8. Procedure 8.4.3 Averaging ConsiderationsThe technique of en-
8.1 Apparatus and InstrumentationA suggested arrange- semble averaging has the effect of reducing uncertainties due to
ment of apparatus and instrumentation is shown in Fig. 4. the variance of random noise, however the ratio of signal to
noise is unaltered. The number of averages needed is depen-
8.2 Reference PlaneOnce the test specimen has been dent upon the required precision of the transfer function
mounted in the impedance tube according to Section 7, estimate (see Section 9).
establish the reference plane so the distance, l, to the nearest 8.4.4 WindowingFFT analysis is made on blocks of data
microphone may be determined. Typically the reference plane as a time record of finite length. This process is a truncation of
is the frontal surface of a flat test specimen. If the test specimen a continuous time history requiring the use of a time weighting
possesses a nonhomogenous or asymmetrical surface, the function (window) to de-emphasize the truncated parts of the
reference plane may be difficult to establish. In this case, time record. A variety of windows are available and each has
choose one or more planes suited to the intended application specific advantages depending on the type of test signal
including a plane corresponding to the extreme frontal edge of utilized. For the purposes of this test method, the Hanning
the material. Window is recommended for measurement of transfer function
8.2.1 The exact location of the reference plane has no effect spectra (9). If synchronized time averaging is considered as an
upon the calculated values of normal incidence sound absorp- option (see 6.6.1), the best time weighting function is the
tion coefficients since they are only a function of the magnitude uniform or boxcar window. Synchronizing the test signal
of the reflection coefficient (see Eq 23*); however, the location pattern with the time blocks eliminates truncation (leakage)
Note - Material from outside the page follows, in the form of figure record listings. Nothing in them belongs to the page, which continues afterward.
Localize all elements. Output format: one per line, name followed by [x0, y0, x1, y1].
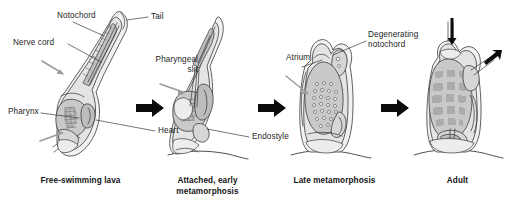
stage-2-pointer-arrow	[160, 84, 185, 96]
caption-stage-3: Late metamorphosis	[272, 176, 397, 187]
caption-stage-4: Adult	[410, 176, 505, 187]
arrow-stage3-to-stage4	[381, 99, 409, 117]
label-endostyle: Endostyle	[252, 132, 289, 142]
stage-1-artwork	[53, 12, 127, 156]
stage-4-artwork	[414, 18, 503, 158]
caption-stage-2: Attached, early metamorphosis	[150, 176, 265, 197]
tunicate-metamorphosis-figure: Notochord Nerve cord Tail Pharynx Heart …	[0, 0, 527, 211]
arrow-stage2-to-stage3	[258, 99, 286, 117]
label-pharynx: Pharynx	[8, 107, 39, 117]
label-atrium: Atrium	[286, 53, 310, 63]
label-notochord: Notochord	[57, 11, 96, 21]
label-tail: Tail	[151, 12, 164, 22]
label-heart: Heart	[158, 126, 179, 136]
stage-2-artwork	[168, 17, 248, 159]
label-pharyngeal-slit: Pharyngeal slit	[146, 55, 198, 74]
arrow-stage1-to-stage2	[136, 99, 164, 117]
caption-stage-1: Free-swimming lava	[13, 176, 148, 187]
label-degenerating-notochord: Degenerating notochord	[368, 30, 418, 49]
label-nerve-cord: Nerve cord	[13, 38, 54, 48]
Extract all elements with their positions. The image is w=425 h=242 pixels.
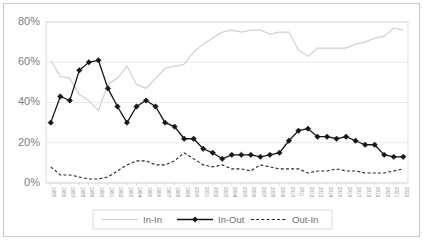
legend-item-in-in[interactable]: In-In xyxy=(143,214,162,225)
x-axis-tick-label: 2017 xyxy=(356,187,361,198)
x-axis-tick-label: 2011 xyxy=(299,187,304,197)
x-axis-tick-label: 2006 xyxy=(251,187,256,198)
x-axis-tick-label: 1991 xyxy=(109,187,114,198)
x-axis-tick-label: 2003 xyxy=(223,187,228,198)
x-axis-tick-label: 1988 xyxy=(80,187,85,198)
x-axis-tick-label: 1996 xyxy=(156,187,161,198)
x-axis-tick-label: 2007 xyxy=(261,187,266,198)
x-axis-tick-label: 2002 xyxy=(213,187,218,198)
x-axis-tick-label: 2000 xyxy=(194,187,199,198)
x-axis-tick-label: 2018 xyxy=(366,187,371,198)
x-axis-tick-label: 1993 xyxy=(128,187,133,198)
x-axis-tick-label: 2019 xyxy=(375,187,380,198)
x-axis-tick-label: 2022 xyxy=(404,187,409,198)
x-axis-tick-label: 2015 xyxy=(337,187,342,198)
y-axis-tick-label: 80% xyxy=(18,15,40,27)
x-axis-tick-label: 1987 xyxy=(70,187,75,198)
x-axis-tick-label: 1994 xyxy=(137,187,142,198)
y-axis-tick-label: 20% xyxy=(18,136,40,148)
x-axis-tick-label: 2012 xyxy=(309,187,314,198)
x-axis-tick-label: 2008 xyxy=(270,187,275,198)
x-axis-tick-label: 2001 xyxy=(204,187,209,198)
x-axis-tick-label: 2021 xyxy=(394,187,399,198)
x-axis-tick-label: 2020 xyxy=(385,187,390,198)
x-axis-tick-label: 1999 xyxy=(185,187,190,198)
legend-item-out-in[interactable]: Out-In xyxy=(292,214,318,225)
x-axis-tick-label: 1986 xyxy=(61,187,66,198)
x-axis-tick-label: 1989 xyxy=(89,187,94,198)
y-axis-tick-label: 40% xyxy=(18,95,40,107)
x-axis-tick-label: 2016 xyxy=(347,187,352,198)
x-axis-tick-label: 1990 xyxy=(99,187,104,198)
x-axis-tick-label: 2009 xyxy=(280,187,285,198)
x-axis-tick-label: 2014 xyxy=(328,187,333,198)
x-axis-tick-label: 2005 xyxy=(242,187,247,198)
x-axis-tick-label: 1998 xyxy=(175,187,180,198)
x-axis-tick-label: 2010 xyxy=(290,187,295,198)
x-axis-tick-label: 1997 xyxy=(166,187,171,198)
line-chart: 0%20%40%60%80%19851986198719881989199019… xyxy=(4,4,421,238)
x-axis-tick-label: 1985 xyxy=(51,187,56,198)
x-axis-tick-label: 1995 xyxy=(147,187,152,198)
y-axis-tick-label: 60% xyxy=(18,55,40,67)
y-axis-tick-label: 0% xyxy=(24,176,40,188)
x-axis-tick-label: 1992 xyxy=(118,187,123,198)
legend-item-in-out[interactable]: In-Out xyxy=(218,214,245,225)
x-axis-tick-label: 2004 xyxy=(232,187,237,198)
x-axis-tick-label: 2013 xyxy=(318,187,323,198)
chart-card: 0%20%40%60%80%19851986198719881989199019… xyxy=(3,3,420,237)
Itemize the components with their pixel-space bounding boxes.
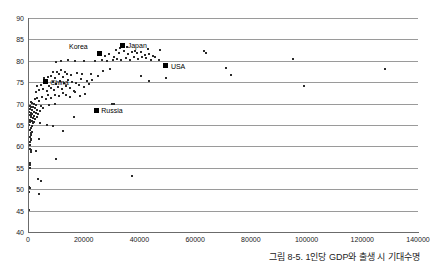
data-point [62, 76, 64, 78]
data-point [230, 74, 232, 76]
data-point [84, 93, 86, 95]
data-point [38, 138, 40, 140]
data-point [37, 178, 39, 180]
data-point [48, 104, 50, 106]
data-point [94, 60, 96, 62]
data-point [86, 80, 88, 82]
data-point [137, 58, 139, 60]
y-axis-tick-label-90: 90 [0, 15, 24, 22]
data-point [67, 59, 69, 61]
data-point [55, 158, 57, 160]
data-point [203, 50, 205, 52]
data-point [35, 91, 37, 93]
data-point [42, 107, 44, 109]
data-point [141, 56, 143, 58]
data-point [145, 57, 147, 59]
x-axis-tick-label-140000: 140000 [388, 236, 434, 244]
highlight-label-russia: Russia [101, 107, 122, 114]
data-point [225, 67, 227, 69]
data-point [140, 75, 142, 77]
data-point [144, 54, 146, 56]
data-point [148, 80, 150, 82]
data-point [116, 58, 118, 60]
data-point [57, 86, 59, 88]
data-point [148, 53, 150, 55]
data-point [29, 121, 31, 123]
data-point [133, 56, 135, 58]
y-axis-tick-label-65: 65 [0, 122, 24, 129]
data-point [46, 124, 48, 126]
data-point [52, 71, 54, 73]
gridline-y-70 [28, 104, 418, 105]
data-point [76, 72, 78, 74]
data-point [112, 59, 114, 61]
data-point [62, 92, 64, 94]
data-point [292, 58, 294, 60]
data-point [113, 103, 115, 105]
data-point [83, 86, 85, 88]
data-point [35, 150, 37, 152]
y-axis-tick-label-75: 75 [0, 79, 24, 86]
data-point [33, 111, 35, 113]
data-point [29, 167, 31, 169]
data-point [79, 95, 81, 97]
data-point [69, 96, 71, 98]
data-point [36, 116, 38, 118]
data-point [73, 116, 75, 118]
data-point [33, 121, 35, 123]
gridline-y-90 [28, 18, 418, 19]
data-point [74, 91, 76, 93]
gridline-y-85 [28, 39, 418, 40]
data-point [36, 85, 38, 87]
data-point [38, 100, 40, 102]
highlight-label-korea: Korea [69, 43, 88, 50]
data-point [53, 89, 55, 91]
data-point [70, 74, 72, 76]
gridline-y-55 [28, 168, 418, 169]
gridline-y-80 [28, 61, 418, 62]
data-point [97, 75, 99, 77]
data-point [205, 52, 207, 54]
data-point [29, 148, 31, 150]
data-point [46, 90, 48, 92]
data-point [64, 71, 66, 73]
data-point [29, 129, 31, 131]
data-point [111, 103, 113, 105]
data-point [31, 120, 33, 122]
data-point [32, 122, 34, 124]
data-point [158, 59, 160, 61]
data-point [39, 110, 41, 112]
data-point [34, 118, 36, 120]
data-point [165, 77, 167, 79]
x-axis-tick-label-120000: 120000 [332, 236, 392, 244]
data-point [54, 94, 56, 96]
data-point [40, 180, 42, 182]
data-point [81, 73, 83, 75]
data-point [159, 49, 161, 51]
data-point [60, 69, 62, 71]
data-point [80, 78, 82, 80]
x-axis-tick-label-60000: 60000 [165, 236, 225, 244]
data-point [39, 122, 41, 124]
data-point [31, 125, 33, 127]
data-point [113, 56, 115, 58]
data-point [147, 48, 149, 50]
data-point [60, 60, 62, 62]
y-axis-tick-label-60: 60 [0, 143, 24, 150]
data-point [32, 106, 34, 108]
y-axis-line [28, 18, 29, 233]
data-point [74, 60, 76, 62]
highlight-marker-korea [97, 51, 102, 56]
data-point [123, 50, 125, 52]
data-point [83, 60, 85, 62]
data-point [75, 82, 77, 84]
data-point [69, 87, 71, 89]
data-point [42, 88, 44, 90]
data-point [154, 56, 156, 58]
data-point [127, 53, 129, 55]
data-point [29, 136, 31, 138]
data-point [56, 71, 58, 73]
gridline-y-50 [28, 189, 418, 190]
data-point [32, 117, 34, 119]
highlight-marker-usa [163, 63, 168, 68]
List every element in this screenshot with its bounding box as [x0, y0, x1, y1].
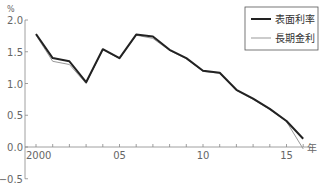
series-lines	[36, 34, 303, 149]
x-tick-label: 05	[113, 150, 126, 161]
y-tick-label: 0.5	[7, 110, 23, 121]
legend-label-long-term-rate: 長期金利	[275, 32, 315, 44]
y-axis-unit: %	[7, 5, 15, 14]
y-tick-label: −0.5	[0, 174, 23, 185]
x-axis-unit: 年	[307, 142, 317, 154]
x-tick-label: 15	[280, 150, 293, 161]
line-chart: 2.01.51.00.50.0−0.52000051015 表面利率 長期金利 …	[0, 0, 321, 191]
y-tick-label: 1.0	[7, 79, 23, 90]
y-tick-label: 0.0	[7, 142, 23, 153]
y-tick-label: 2.0	[7, 15, 23, 26]
x-tick-label: 10	[197, 150, 210, 161]
x-tick-label: 2000	[26, 150, 51, 161]
y-tick-label: 1.5	[7, 47, 23, 58]
series-line	[36, 35, 303, 149]
legend: 表面利率 長期金利	[245, 7, 318, 50]
legend-label-coupon-rate: 表面利率	[275, 13, 315, 25]
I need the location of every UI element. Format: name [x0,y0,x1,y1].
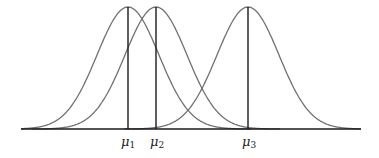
normal-curve-1 [21,7,252,129]
normal-curve-3 [124,7,361,129]
mu3-label: μ3 [242,134,256,150]
distribution-curves [21,7,361,129]
normal-curves-diagram: μ1 μ2 μ3 [0,0,379,158]
mu1-label: μ1 [121,134,135,150]
mu2-label: μ2 [150,134,164,150]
does affect the calculation of impedance and admittance ratios. altogether.
NOTE 5The definition of the distance l as used in this test method is 8.4.4.1 If the time averaging method is selected and if the
not the same as defined in Reference (7) where l is defined as the distance time blocks are synchronized with a repeated test signal
between the reference plane and the microphone farthest away. pattern, unsynchronized noise will be reduced by 10/log/n
8.3 CalculationsMeasurement of the transfer function decibels, where n is the number of averages (10).
between the two microphone signals along with the micro- 8.4.5 Amplitude and Phase CorrectionsSince the transfer
phone spacing, the distance from the reference plane to the is a complex ratio of the acoustic pressure responses, any
nearest microphone, and the air temperature are required for mismatch in the amplitude or phase responses of the two
the evaluation of the normal incidence acoustical properties of microphone systems will affect the accuracy of the transfer
the specimen. function measurement. The following sequence of measure-
ments and computations provides a means for correcting the
8.3.1 Speed of SoundThe speed of sound in air changes
measured transfer data in both measurement channels.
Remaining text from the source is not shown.